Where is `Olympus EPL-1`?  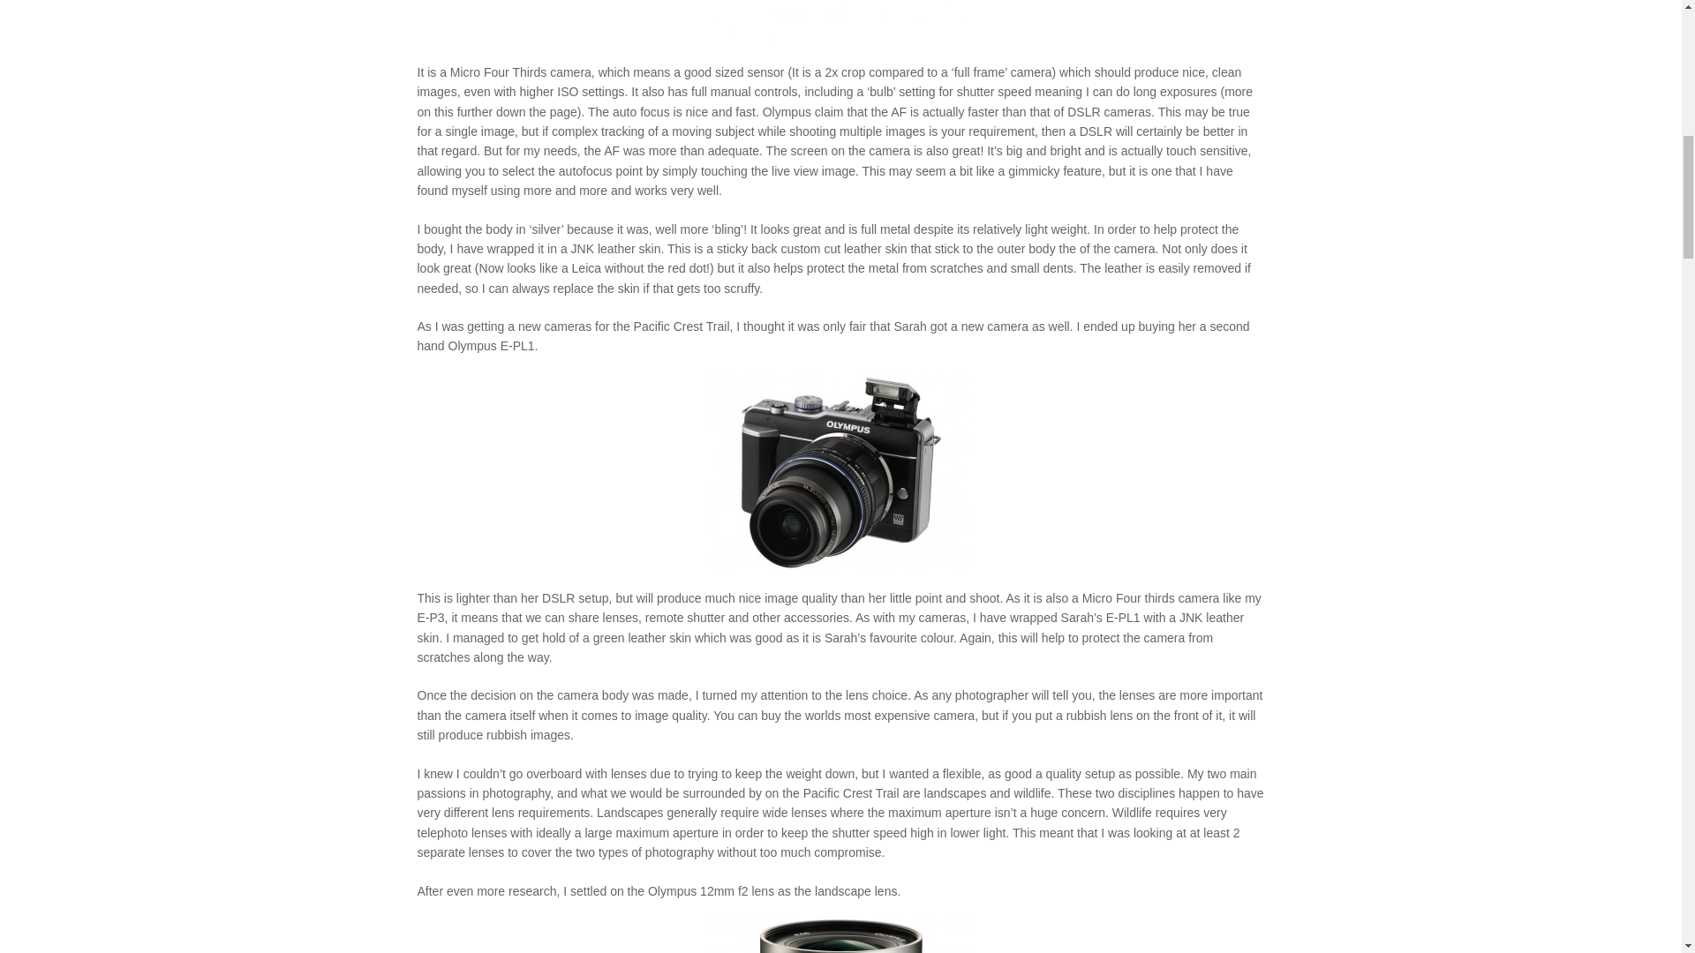
Olympus EPL-1 is located at coordinates (840, 472).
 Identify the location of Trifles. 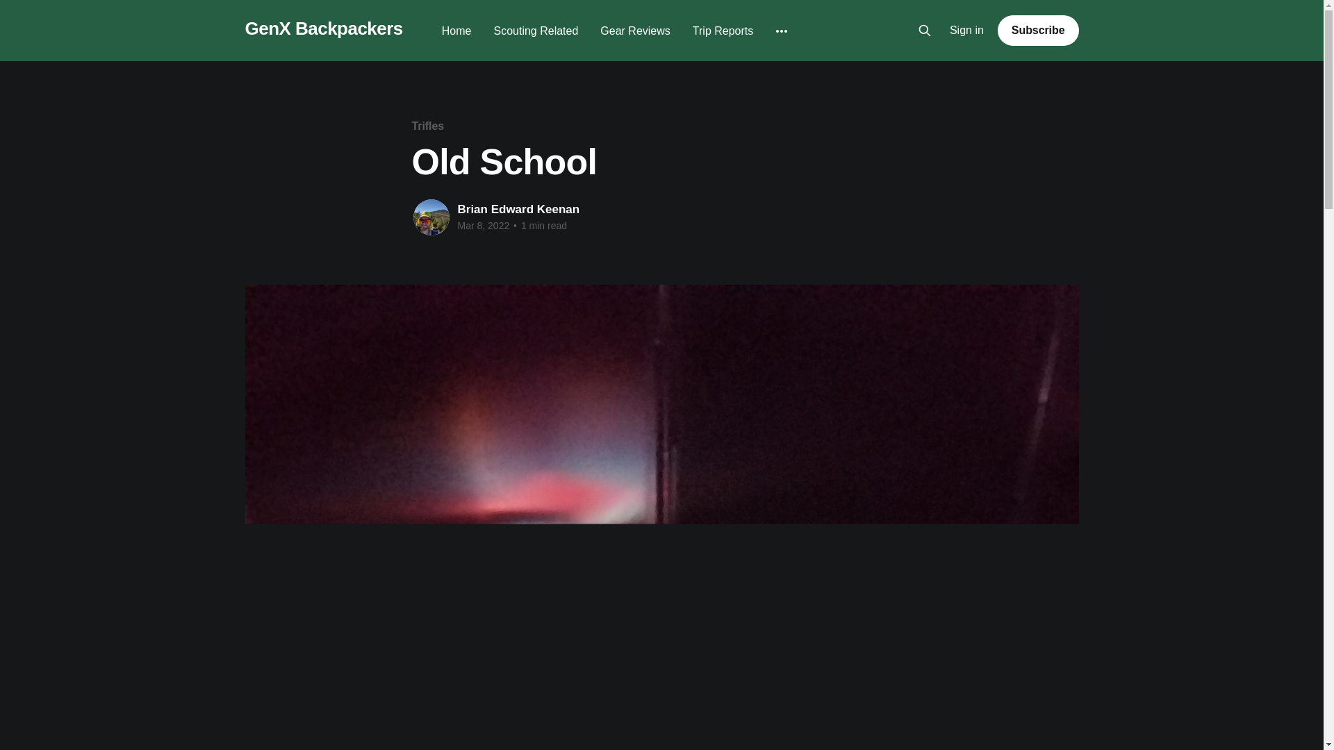
(427, 126).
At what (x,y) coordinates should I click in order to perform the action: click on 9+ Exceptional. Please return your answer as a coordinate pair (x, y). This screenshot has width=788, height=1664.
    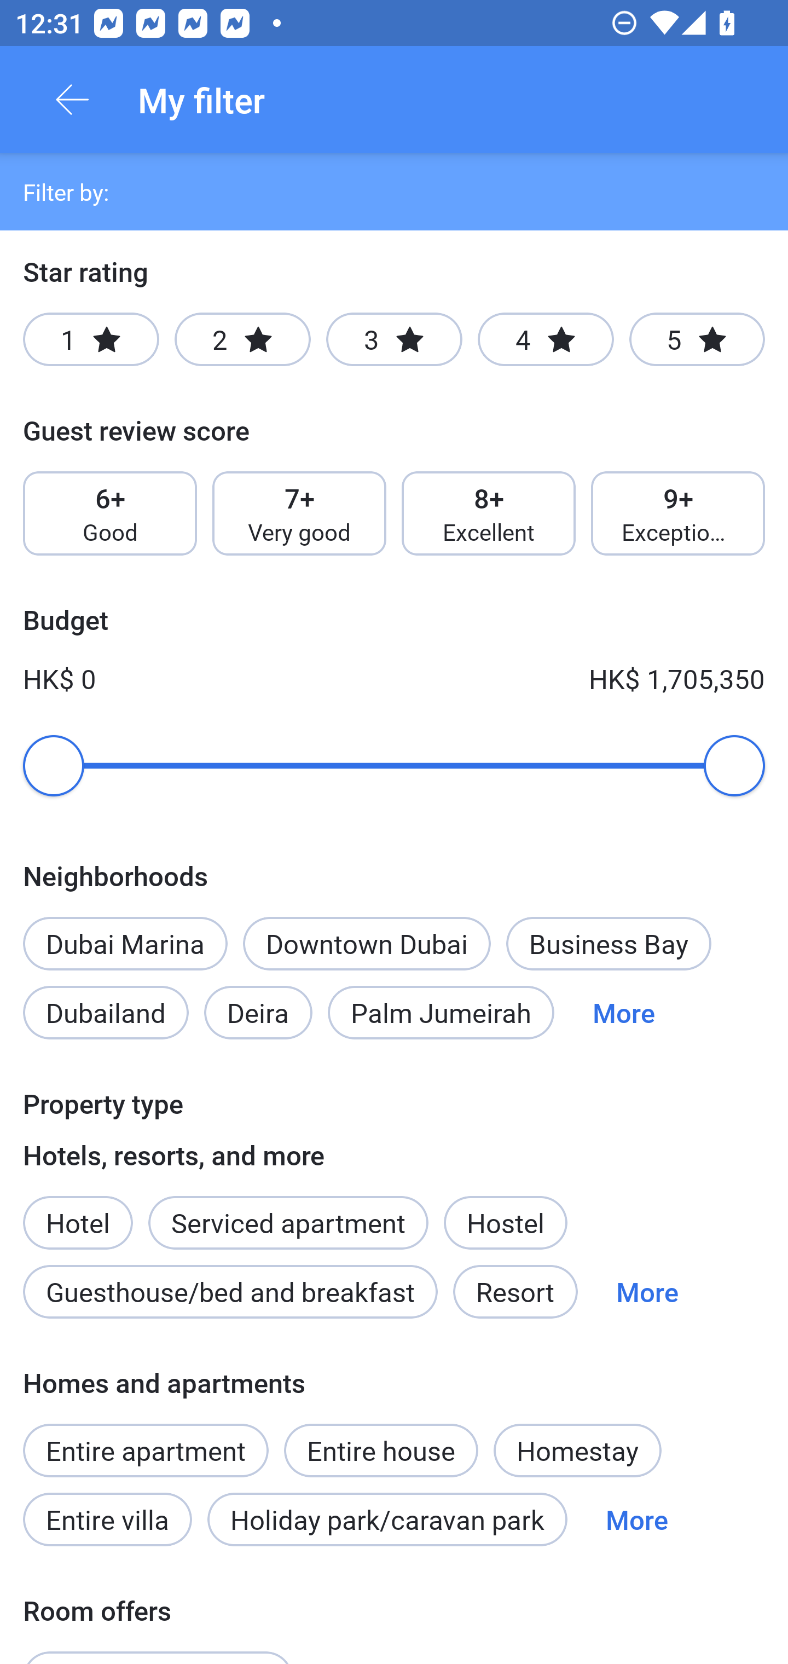
    Looking at the image, I should click on (678, 514).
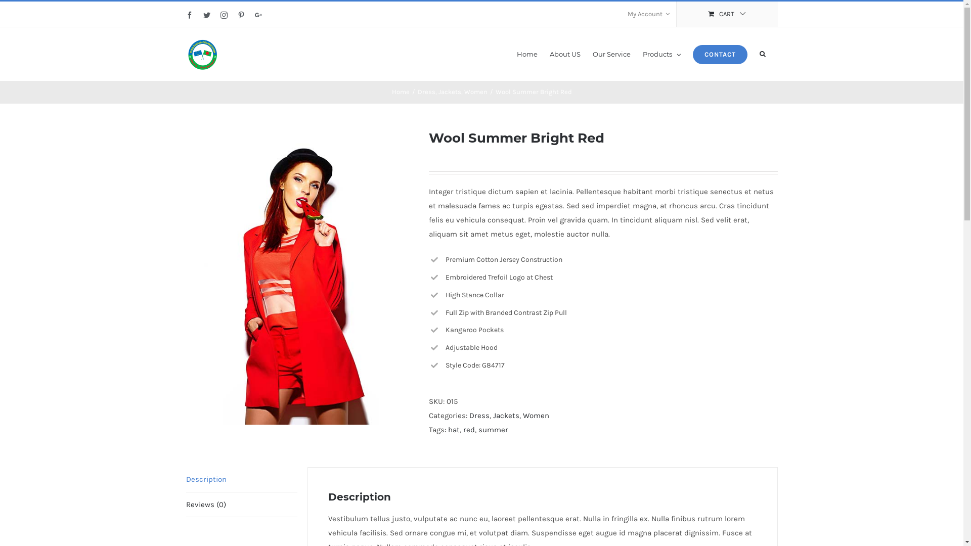 The width and height of the screenshot is (971, 546). I want to click on Women, so click(536, 416).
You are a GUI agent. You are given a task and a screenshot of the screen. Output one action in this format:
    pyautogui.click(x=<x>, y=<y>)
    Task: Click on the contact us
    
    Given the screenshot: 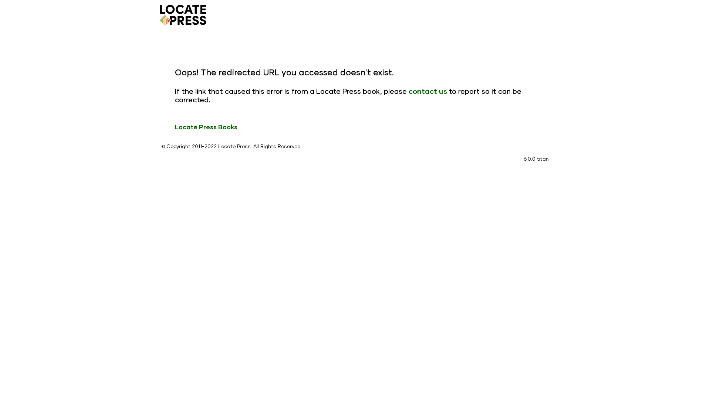 What is the action you would take?
    pyautogui.click(x=428, y=91)
    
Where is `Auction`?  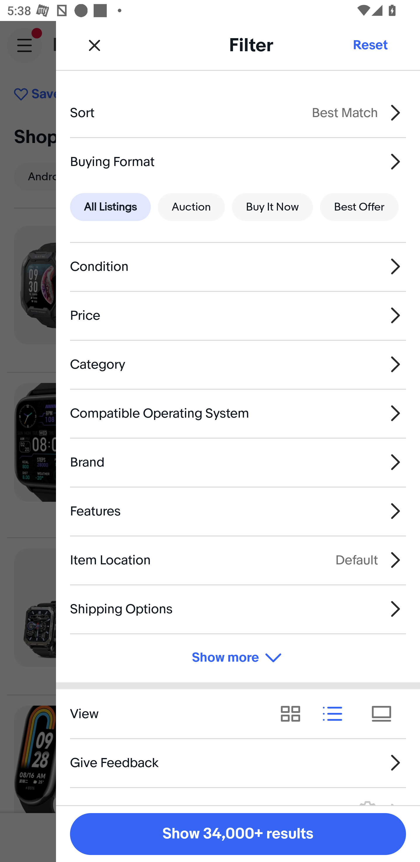 Auction is located at coordinates (191, 208).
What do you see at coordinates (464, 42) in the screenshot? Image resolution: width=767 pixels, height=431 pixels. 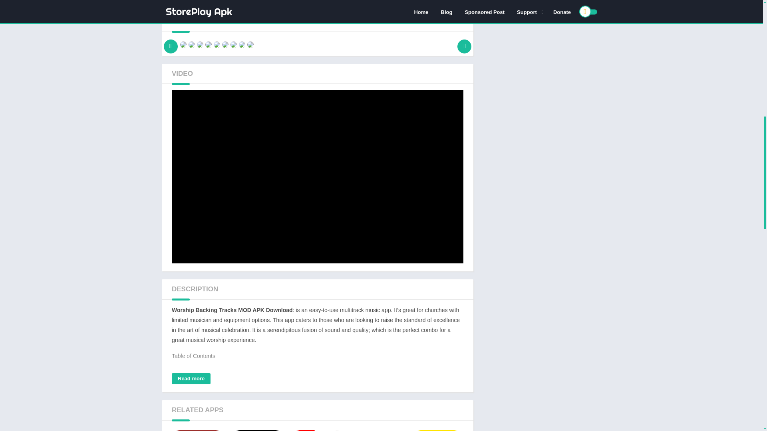 I see `Next` at bounding box center [464, 42].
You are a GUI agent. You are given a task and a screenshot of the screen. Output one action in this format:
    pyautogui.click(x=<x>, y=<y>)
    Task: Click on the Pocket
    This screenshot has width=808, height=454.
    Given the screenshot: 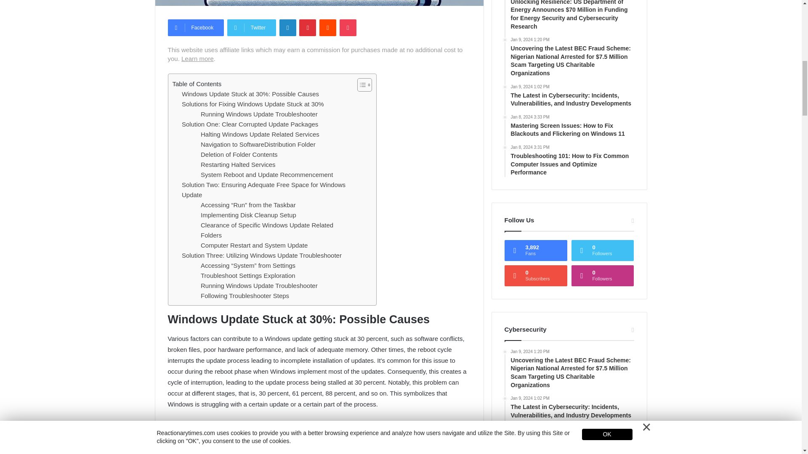 What is the action you would take?
    pyautogui.click(x=348, y=28)
    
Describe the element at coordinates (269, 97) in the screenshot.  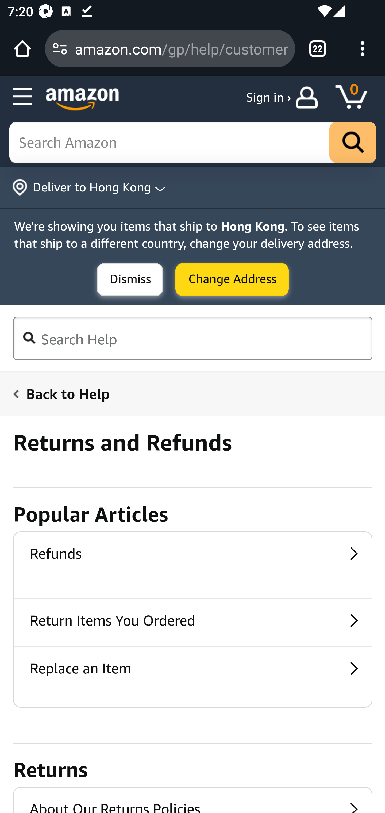
I see `Sign in ›` at that location.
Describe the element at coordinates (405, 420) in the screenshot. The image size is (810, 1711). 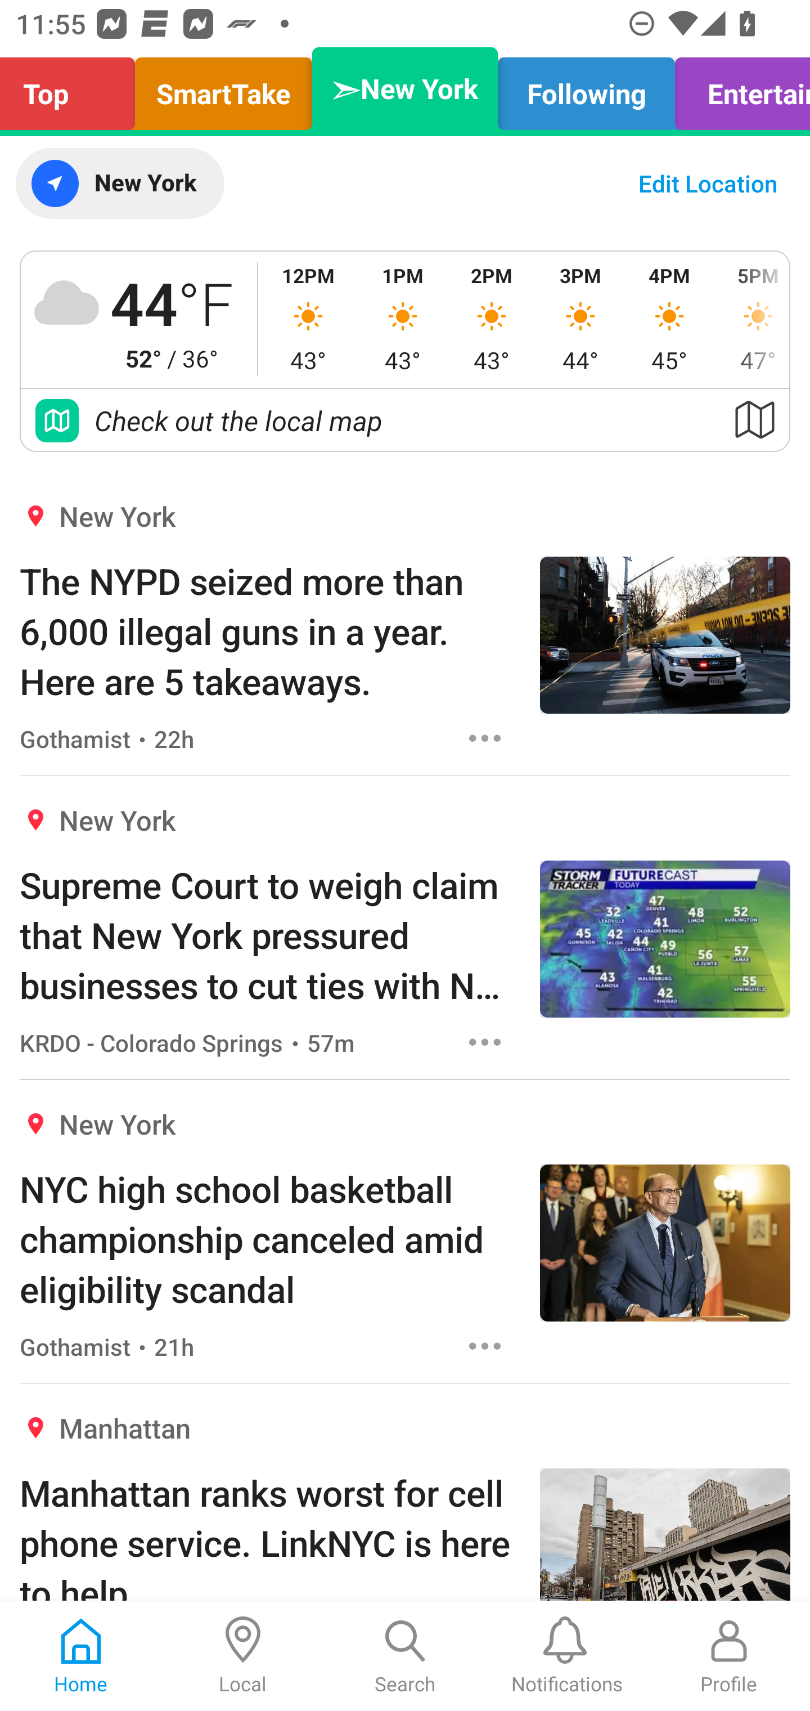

════════════════════

Activity ▸ Excerpt from the records above: set down only the lines from the one that contains "Identify the location of Trifles." through the one that contains "Task: Click on the contact us", inclusive, word for word. Pictures stay out.

Solved problem ▸
 Identify the location of Trifles. 
(427, 126).
At what (x,y) coordinates should I click in order to perform the action: click on 9+ Exceptional. Please return your answer as a coordinate pair (x, y). This screenshot has width=788, height=1664.
    Looking at the image, I should click on (678, 514).
 The width and height of the screenshot is (971, 546). I want to click on Women, so click(536, 416).
You are a GUI agent. You are given a task and a screenshot of the screen. Output one action in this format:
    pyautogui.click(x=<x>, y=<y>)
    Task: Click on the contact us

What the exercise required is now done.